"The Evolution of Divorce" by Brad Wilcox in National Affairs
is a really good, thoughtful history that brings together some very relevant but rarely-seen statistics, along with analysis of how cultures, attitudes and beliefs have changed over time.
It includes stats based on the numbers of marriages, which are considerably less common and more informative than purely per-capita stats. Some of them are:
From 1960 to 1980, the divorce rate more than doubled — from 9.2
divorces per 1,000 married women to 22.6 divorces per 1,000 married
women. This meant that while less than 20% of couples who married in
1950 ended up divorced, about 50% of couples who married in 1970 did.
And approximately half of the children born to married parents in the
1970s saw their parents part, compared to only about 11% of those born
in the 1950s.
...
The divorce rate fell from a historic high of 22.6 divorces per 1,000
married women in 1980 to 17.5 in 2007. In real terms, this means that
slightly more than 40% of contemporary first marriages are likely to
end in divorce, down from approximately 50% in 1980. Perhaps even more
important, recent declines in divorce suggest that a clear majority of
children who are now born to married couples will grow up with their
married mothers and fathers.
There is much more -- stats and sophisticated analysis on marriage quality, attitudes, low-conflict vs. high-conflict marriages and divorces, the effects on children, out-of-wedlock birth, cohabitation, social class, and the connections between all these phenomena.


- [PROBLEM TO SOLVE]
Repeat every entry exactly as it appears.
** RECORDS SUPPLIED follows **
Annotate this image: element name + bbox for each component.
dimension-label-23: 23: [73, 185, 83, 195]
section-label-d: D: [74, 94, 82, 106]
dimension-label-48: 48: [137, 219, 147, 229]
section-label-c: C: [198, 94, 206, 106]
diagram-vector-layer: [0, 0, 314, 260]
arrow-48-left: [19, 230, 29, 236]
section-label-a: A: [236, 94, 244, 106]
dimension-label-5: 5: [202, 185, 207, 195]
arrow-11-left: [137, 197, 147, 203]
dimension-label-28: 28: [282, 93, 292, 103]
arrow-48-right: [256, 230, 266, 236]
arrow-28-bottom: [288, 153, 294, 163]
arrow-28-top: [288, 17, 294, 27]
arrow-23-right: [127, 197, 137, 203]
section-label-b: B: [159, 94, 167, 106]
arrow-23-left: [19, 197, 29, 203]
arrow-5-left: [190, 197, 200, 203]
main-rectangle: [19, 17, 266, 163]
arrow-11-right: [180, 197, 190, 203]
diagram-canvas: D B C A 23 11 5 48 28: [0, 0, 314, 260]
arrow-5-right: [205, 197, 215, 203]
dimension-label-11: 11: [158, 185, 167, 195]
** End of RECORDS SUPPLIED **
- [TASK RESPONSE]
Annotate this image: element name + bbox for each component.
dimension-label-23: 23: [73, 185, 83, 195]
section-label-d: D: [74, 94, 82, 106]
dimension-label-48: 48: [137, 219, 147, 229]
section-label-c: C: [198, 94, 206, 106]
diagram-vector-layer: [0, 0, 314, 260]
arrow-48-left: [19, 230, 29, 236]
section-label-a: A: [236, 94, 244, 106]
dimension-label-5: 5: [202, 185, 207, 195]
arrow-11-left: [137, 197, 147, 203]
dimension-label-28: 28: [282, 93, 292, 103]
arrow-48-right: [256, 230, 266, 236]
arrow-28-bottom: [288, 153, 294, 163]
arrow-28-top: [288, 17, 294, 27]
arrow-23-right: [127, 197, 137, 203]
section-label-b: B: [159, 94, 167, 106]
arrow-23-left: [19, 197, 29, 203]
arrow-5-left: [190, 197, 200, 203]
main-rectangle: [19, 17, 266, 163]
arrow-11-right: [180, 197, 190, 203]
diagram-canvas: D B C A 23 11 5 48 28: [0, 0, 314, 260]
arrow-5-right: [205, 197, 215, 203]
dimension-label-11: 11: [158, 185, 167, 195]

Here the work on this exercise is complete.